How to use this tool

  1. Pick the source base from the dropdown. Defaults to 10 (decimal).
  2. Type or paste your number in the input field. Letters are accepted for hex and bases above 10. Invalid characters for the chosen base highlight the input red.
  3. Read the value in binary, octal, decimal, hex automatically. For other bases (3, 7, 36, etc.), use the custom base row at the bottom. Click Copy on any line to grab that representation.

Frequently asked questions

Why use BigInt?

Native JavaScript numbers (Number) lose precision past 2^53 (~9 quadrillion) — the conversion would silently drop digits for values that fit easily in 64-bit hex. BigInt has no upper limit, so even a 100-digit decimal number round-trips exactly through binary or hex.

Why max base 36?

Because that's the largest base where standard numerical-then-alphabetical digits work without ambiguity (0-9, then a-z = 36 symbols). Bases 37 and beyond would need to invent new symbols. Practically, almost all real use cases sit in {2, 8, 10, 16, 36}.

Does it support negative numbers?

Currently the parser only accepts unsigned values. Negative numbers (and signed binary representations like two's complement) need explicit choice of bit-width — out of scope for a quick converter. Use a programmer's calculator for two's-complement work.

What about fractional numbers?

Only integers. Fractional binary/hex (1.5 = 1.8 in hex) is unusual and the conversion is more complex. For floating-point representation in different bases, see IEEE-754 explainers.

Are my numbers private?

Yes. Conversion runs entirely in your browser. Your numbers — even sensitive ones like memory addresses or hash values from a debug session — never reach our servers.

Common use cases

Where flipping between number bases pays off in seconds.

Reading hex memory dumps

Memory dumps from a debugger come in hex. Convert a suspicious value to decimal to spot whether it's a count, a pointer, or a recognisable constant (4096 = page size, 1000000 = micro-second tick, etc.).
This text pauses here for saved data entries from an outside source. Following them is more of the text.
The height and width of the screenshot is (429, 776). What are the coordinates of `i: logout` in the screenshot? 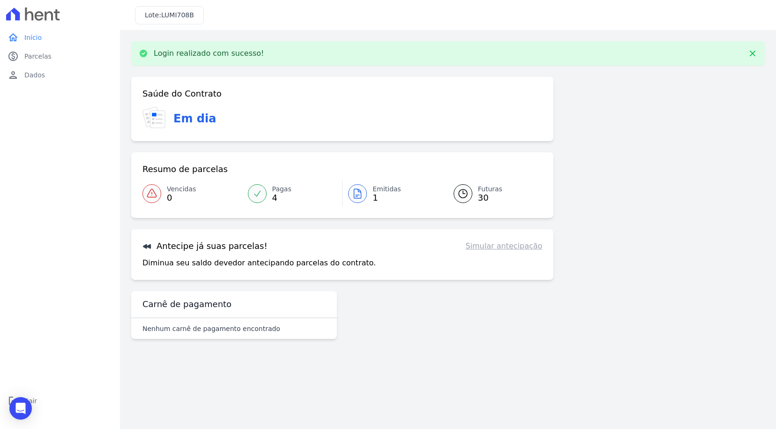 It's located at (13, 401).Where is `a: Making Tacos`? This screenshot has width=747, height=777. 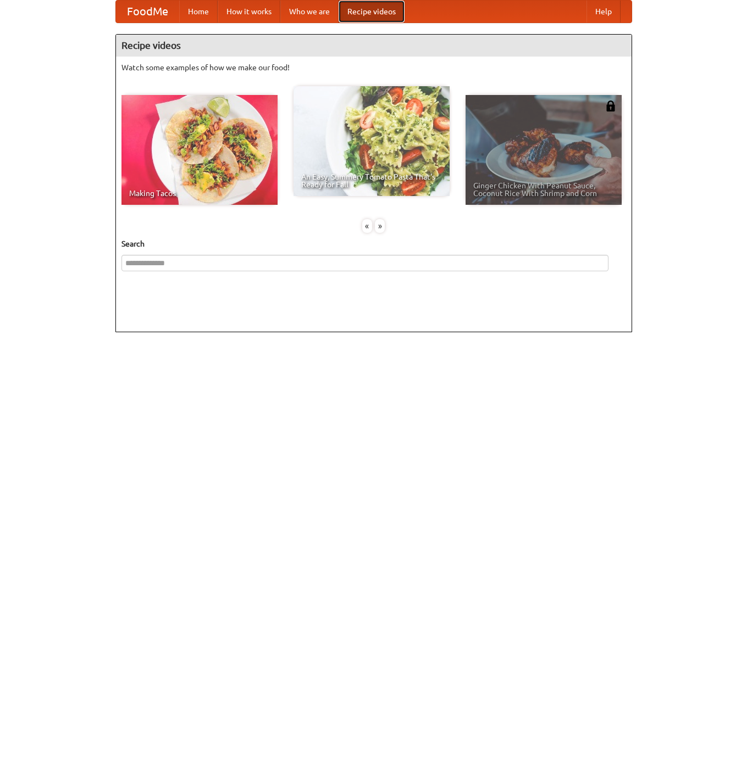
a: Making Tacos is located at coordinates (199, 150). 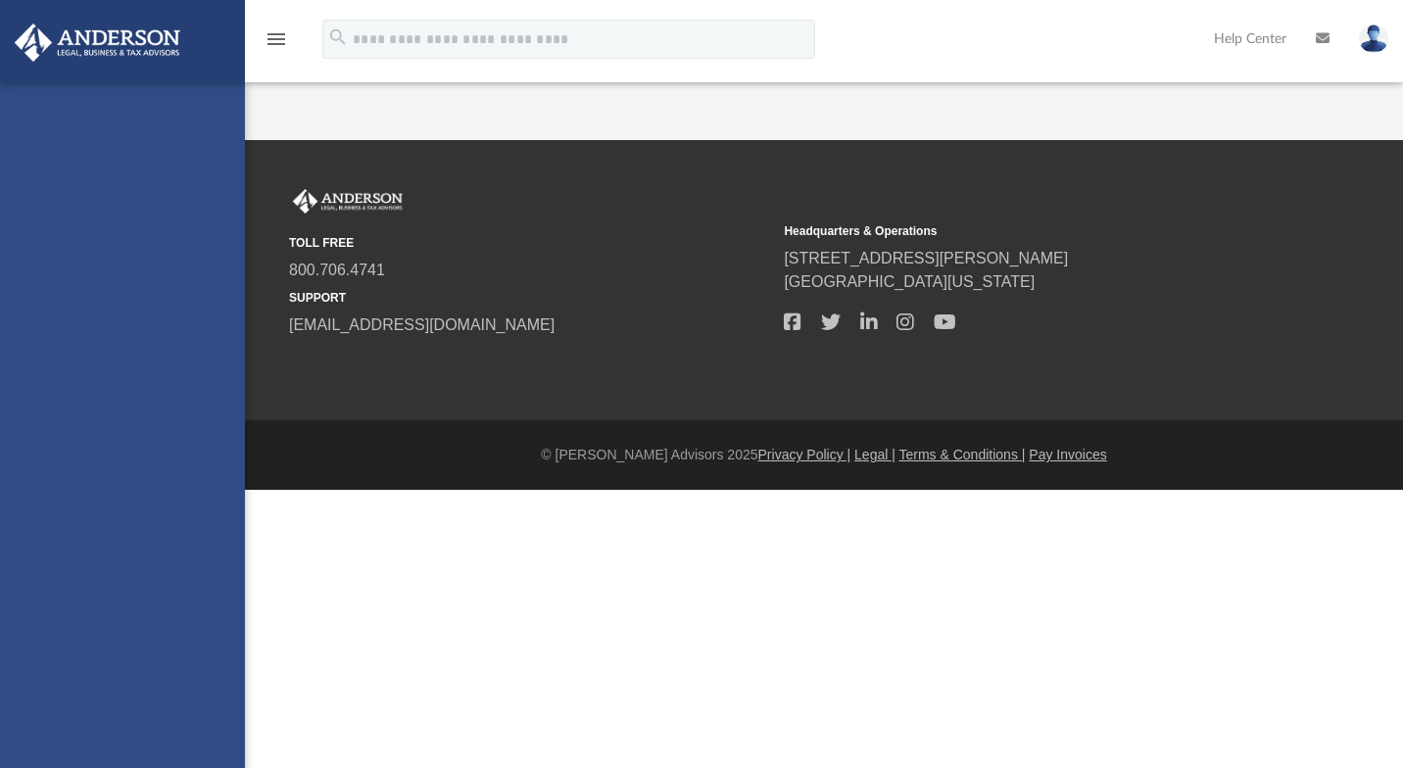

Bit-manipulation problem solving

When working out bitwise AND/OR/XOR by hand, converting between hex and binary makes the bits visible. Useful for embedded programming, protocol parsing, file format reverse-engineering.

Colour codes

CSS colours come in hex (#ff8800) but design tools sometimes show RGB (255, 136, 0). Convert each hex pair to decimal — or paste 16744448 to see it in hex.

Encoding base-N IDs

Some systems use base-36 for short IDs (URL shorteners, license plates). Convert your decimal ID to base-36 and you've got a shorter human-readable form.

Tips and shortcuts

Habits that make base conversions intuitive.

Memorise hex multiples of 16

10 = 16, 100 = 256, 1000 = 4096, FF = 255, FFFF = 65535. These come up constantly in programming. The pattern: every two hex digits = a byte (0-255).

Binary in groups of 4

When reading binary by hand, group bits in 4s — each group is one hex digit. 1010_1100_1111 → AC F. Faster than counting bits one at a time.

Octal is mostly historical

Unix file permissions (chmod 755) still use octal but very little else does. Don't fall into 'using octal because it looks cool' — hex is more common in modern code and easier to read.

Don't over-rely on JavaScript's parseInt

parseInt('0xFF', 16) returns 255, but parseInt('FF') with no radix can vary. Always pass the radix explicitly. This converter shows the right answer regardless; in code, be defensive.